Later in the nineteenth century, the gift of tongues was associated with the ministry of Dwight L. Moody.133 In The Person and Work of the Holy Spirit, R.A. Torrey wrote of Moody as follows:

At three o’clock we gathered in front of Mr. Moody’s mother’s house; there were 456 of us in all, all men from the eastern colleges. We commenced to climb the mountainside. After we had gone some distance, Mr. Moody said, “I do not think we need to go farther. Let us stop here. . . . I can see no reason why we should not kneel down here now and ask God that the Holy Spirit may fall on us as definitely as He fell on the Apostles at Pentecost. Let us pray.” We knelt down on the ground; some of us lay on our faces on the pine needles….The Holy Ghost fell upon us. It was a wonderful hour. There are many who will never forget it.134

Another biography of Dwight L. Moody written in 1876 specifically alludes to the gifts of tongues and prophecy. E. J. Goodspeed, in A Full History of the Wonderful Career of Moody and Sankey in Great Britain and America, wrote as follows of Moody’s ministry in July, 1873 at Sunderland, England:

At length a delegation of young men from the Y.M.C.A. of Sunderland, waited upon the evangelists at their lodgings, and one of them tells the story of their reception in the following fashion: “…On the following Sunday night, when I got to the rooms of the Young Men’s Christian Association, I found the meeting on fire. The young men were speaking with tongues, prophesying. What on earth did it all mean? Only that Moody had been addressing them that afternoon.”135

 

Other accounts of prophetic gifts and tongues in the nineteenth century abound. One summary of such phenomena was compiled by Stanley H. Frodsham in the first chapter of his book With Signs Following.136 A discussion of all of his examples is beyond the scope of this paper, but the frequency of such phenomena during the eighteenth century suggests that earlier eras of the history of the church may also have been filled with as many similar phenomena, of which records are no longer available. Perhaps it is appropriate to exclaim with John the evangelist that there are also many other things which Jesus did, which if they were written in detail, even the world itself would not contain the books about them.

 

PR 

 

Notes

113 John Greenfield, Power From on High (London: Marshall, Morgan & Scott, 1931), p. 14.

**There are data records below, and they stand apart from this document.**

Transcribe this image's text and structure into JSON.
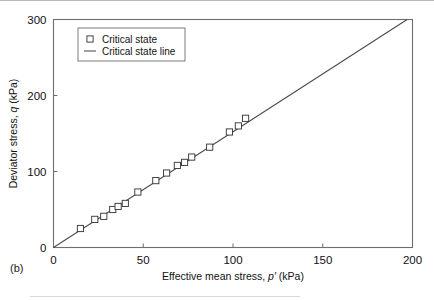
{
  "figure": {
    "panel_label": "(b)",
    "background": "#ffffff",
    "axis_color": "#6e6e6e",
    "line_color": "#4a4a4a",
    "marker_color": "#ffffff",
    "marker_stroke": "#3a3a3a"
  },
  "chart_data": {
    "type": "scatter",
    "title": "",
    "xlabel_parts": {
      "pre": "Effective mean stress, ",
      "sym": "p′",
      "post": " (kPa)"
    },
    "ylabel_parts": {
      "pre": "Deviator stress, ",
      "sym": "q",
      "post": " (kPa)"
    },
    "xlabel": "Effective mean stress, p′ (kPa)",
    "ylabel": "Deviator stress, q (kPa)",
    "xlim": [
      0,
      200
    ],
    "ylim": [
      0,
      300
    ],
    "xticks": [
      0,
      50,
      100,
      150,
      200
    ],
    "xticklabels": [
      "0",
      "50",
      "100",
      "150",
      "200"
    ],
    "yticks": [
      0,
      100,
      200,
      300
    ],
    "yticklabels": [
      "0",
      "100",
      "200",
      "300"
    ],
    "grid": false,
    "legend_position": "upper left",
    "series": [
      {
        "name": "Critical state",
        "type": "scatter",
        "marker": "square-open",
        "x": [
          15,
          23,
          28,
          33,
          36,
          40,
          47,
          57,
          63,
          69,
          73,
          77,
          87,
          98,
          103,
          107
        ],
        "y": [
          25,
          37,
          41,
          50,
          54,
          58,
          73,
          88,
          98,
          108,
          112,
          119,
          132,
          152,
          160,
          170
        ]
      },
      {
        "name": "Critical state line",
        "type": "line",
        "slope": 1.55,
        "intercept": 0,
        "x": [
          0,
          197
        ],
        "y": [
          0,
          305
        ]
      }
    ],
    "legend": [
      {
        "label": "Critical state",
        "marker": "square-open"
      },
      {
        "label": "Critical state line",
        "marker": "line"
      }
    ]
  }
}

114 George H. Williams and Edith Waldvogel, “A History of Speaking in Tongues and Related Gifts,” in Michael P. Hamilton, The Charismatic Movement (Grand Rapids: William B. Eerdmans Publishing Co., 1975), pp. 76-77.

115 John Wesley to Dr. Conyers Middleton, January 4, 1749, in The Letters of John Wesley, ed. John Telford (London: Epworth Press, 1931), vol. 2, pp. 363-364.

116 Ibid., p. 365.

117 Thomas Walsh, Diary, March 8, 1750, as quoted by Stanley H. Frodsham, With Signs Following (Springfield: Gospel Publishing House, 1946), p. 258.

118 Bernard A. Weisberger, They Gathered at the River (Boston: Little, Brown and Company, 1958), p. 32.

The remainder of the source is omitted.